By Pam Martens and Russ Martens: September 21, 2016
While the U.S. Senate Banking Committee was taking testimony yesterday from the Chairman and CEO of Wells Fargo bank, John Stumpf, about his $19 million in pay last year and how Carrie Tolstedt was set to retire with $120 million from the bank, despite both of them presiding over the creation of two million bogus bank accounts and credit cards, the Federal Reserve’s Open Market Committee (FOMC) was debating the wisdom of hiking rates and setting off a temper tantrum by Wall Street banks or standing still and losing more credibility. We will know the outcome of that conversation when the FOMC makes its announcement at 2 p.m. ET today.
American banking has now evolved from too-big-to-fail to too-big-to-prosecute to too-big-and-dangerous-to-return-to-normal-monetary-policy.
Since December of 2008, the Federal Reserve has held its interest rate benchmark at zero or almost zero. On December 16 of last year, the Fed’s Open Market Committee (FOMC) raised its benchmark rate, the Federal Funds Rate, for the first time in seven years by a mere quarter of a percentage point to between 0.25 percent and 0.50 percent from its former 0.0 to 0.25 percent.
Wall Street quickly telegraphed its ransom note to the Fed about further rate hikes. By January 20, the Dow Jones Industrial Average had experienced its worst start of the new year since 1897, tanking 10.03 percent, according to a Tweet from Howard Silverblatt, the S&P Dow Jones Indices Senior Index Analyst.
By February 3, four of the derivative-bloated Wall Street banks (Bank of America, Citigroup, Goldman Sachs and Morgan Stanley) were trading at their 12-month lows during the trading day. The Fed has been walking on egg shells ever since, hinting at another rate hike but never actually getting around to the actual rate hike.
There’s another elephant in the room for the Fed – consumer confidence. Since the enactment of Social Security in 1935, it has not been allowed to invest in anything other than U.S. Treasury securities, which are backed by the full faith and credit of the U.S. government. That has not only prevented Wall Street’s bogus securities (like toxic mortgage-backed securities and accounting frauds like Enron and Worldcom) from ravaging retirement savings but it has also allowed the government to function independently of markets. The same cannot be said of the Fed since the creation of 401(k) plans tied workers’ retirement wealth, and thus their confidence as consumers, to the gyrations of the stock market. (See Wall Street’s Collapse and the Ownership Society.)
The consumer represents two-thirds of Gross Domestic Product in the U.S. Tanking stock markets and tanking 401(k) statements are a buzzkill to shopping at the mall or buying those big ticket items for the home. This is why the 401(k) and Wall Street’s hostage-taking of the Federal Reserve warrants serious consideration in Congress – which might happen were it not being held hostage by Wall Street’s campaign financing.
On September 17 of last year, Reuters reporter Ann Saphir asked Federal Reserve Chair Janet Yellen at her press conference if it might be that the Fed would never escape its zero bound range. Yellen did not instill confidence with her answer. The exchange was as follows:
Ann Saphir: “Ann Saphir with Reuters. Just to piggyback on the global considerations, as you say, the U.S. economy has been growing, are you worried that given the global interconnecting this, the low inflation globally, all of the other concerns that you just spoke about that you may never escape from this zero lower bound situation.”
Janet Yellen: “So, I would be very– I would be very surprised if that’s the case. That is not the way I see the outlook or the way the committee sees the outlook. Can I completely rule it out? I can’t completely rule it out. But really that’s an extreme downside risk that in no way is near the center of my outlook.”
How real is this possibility? Ask Japan.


Task description:
Nothing but the text should be carried over: reproduce all the data exactly and leave out every image.

(Excerpts from a figure dataset)
--

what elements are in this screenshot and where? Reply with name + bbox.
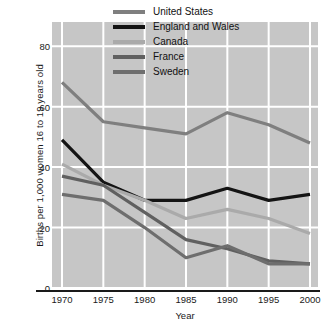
legend-item[interactable]: France — [113, 50, 239, 63]
y-axis-tick-labels: 020406080 — [20, 22, 50, 288]
x-axis-title: Year — [52, 310, 318, 321]
legend-item-label: Sweden — [153, 65, 189, 78]
x-tick-label: 1980 — [123, 294, 167, 305]
legend-item-label: England and Wales — [153, 20, 239, 33]
y-tick-label: 80 — [20, 41, 50, 52]
legend-item-label: Canada — [153, 35, 188, 48]
y-tick-label: 60 — [20, 101, 50, 112]
y-tick-label: 40 — [20, 162, 50, 173]
x-tick-label: 1970 — [40, 294, 84, 305]
x-axis-line — [36, 290, 320, 292]
x-tick-label: 1975 — [81, 294, 125, 305]
legend-swatch-icon — [113, 70, 145, 74]
x-axis-tick-labels: 1970197519801985199019952000 — [52, 294, 318, 310]
legend-swatch-icon — [113, 25, 145, 29]
chart-figure: Births per 1,000 women 16 to 19 years ol… — [0, 0, 328, 336]
x-tick-label: 2000 — [288, 294, 328, 305]
chart-legend: United StatesEngland and WalesCanadaFran… — [113, 5, 239, 78]
legend-item-label: United States — [153, 5, 213, 18]
legend-swatch-icon — [113, 10, 145, 14]
legend-item[interactable]: United States — [113, 5, 239, 18]
legend-swatch-icon — [113, 55, 145, 59]
y-tick-label: 20 — [20, 222, 50, 233]
x-tick-label: 1995 — [247, 294, 291, 305]
legend-item[interactable]: Sweden — [113, 65, 239, 78]
legend-item[interactable]: England and Wales — [113, 20, 239, 33]
x-tick-label: 1990 — [205, 294, 249, 305]
legend-swatch-icon — [113, 40, 145, 44]
legend-item-label: France — [153, 50, 184, 63]
legend-item[interactable]: Canada — [113, 35, 239, 48]
x-tick-label: 1985 — [164, 294, 208, 305]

--

Solution:
what elements are in this screenshot and where? Reply with name + bbox.
legend-item[interactable]: France — [113, 50, 239, 63]
y-axis-tick-labels: 020406080 — [20, 22, 50, 288]
x-axis-title: Year — [52, 310, 318, 321]
legend-item-label: Sweden — [153, 65, 189, 78]
x-tick-label: 1980 — [123, 294, 167, 305]
legend-item-label: England and Wales — [153, 20, 239, 33]
y-tick-label: 80 — [20, 41, 50, 52]
legend-item-label: Canada — [153, 35, 188, 48]
y-tick-label: 60 — [20, 101, 50, 112]
y-tick-label: 40 — [20, 162, 50, 173]
x-tick-label: 1970 — [40, 294, 84, 305]
x-axis-line — [36, 290, 320, 292]
x-tick-label: 1975 — [81, 294, 125, 305]
legend-swatch-icon — [113, 70, 145, 74]
x-axis-tick-labels: 1970197519801985199019952000 — [52, 294, 318, 310]
legend-swatch-icon — [113, 25, 145, 29]
chart-figure: Births per 1,000 women 16 to 19 years ol… — [0, 0, 328, 336]
x-tick-label: 2000 — [288, 294, 328, 305]
chart-legend: United StatesEngland and WalesCanadaFran… — [113, 5, 239, 78]
legend-item-label: United States — [153, 5, 213, 18]
legend-swatch-icon — [113, 10, 145, 14]
legend-item[interactable]: United States — [113, 5, 239, 18]
legend-swatch-icon — [113, 55, 145, 59]
y-tick-label: 20 — [20, 222, 50, 233]
x-tick-label: 1995 — [247, 294, 291, 305]
legend-item[interactable]: Sweden — [113, 65, 239, 78]
legend-item[interactable]: England and Wales — [113, 20, 239, 33]
x-tick-label: 1990 — [205, 294, 249, 305]
legend-swatch-icon — [113, 40, 145, 44]
legend-item-label: France — [153, 50, 184, 63]
legend-item[interactable]: Canada — [113, 35, 239, 48]
x-tick-label: 1985 — [164, 294, 208, 305]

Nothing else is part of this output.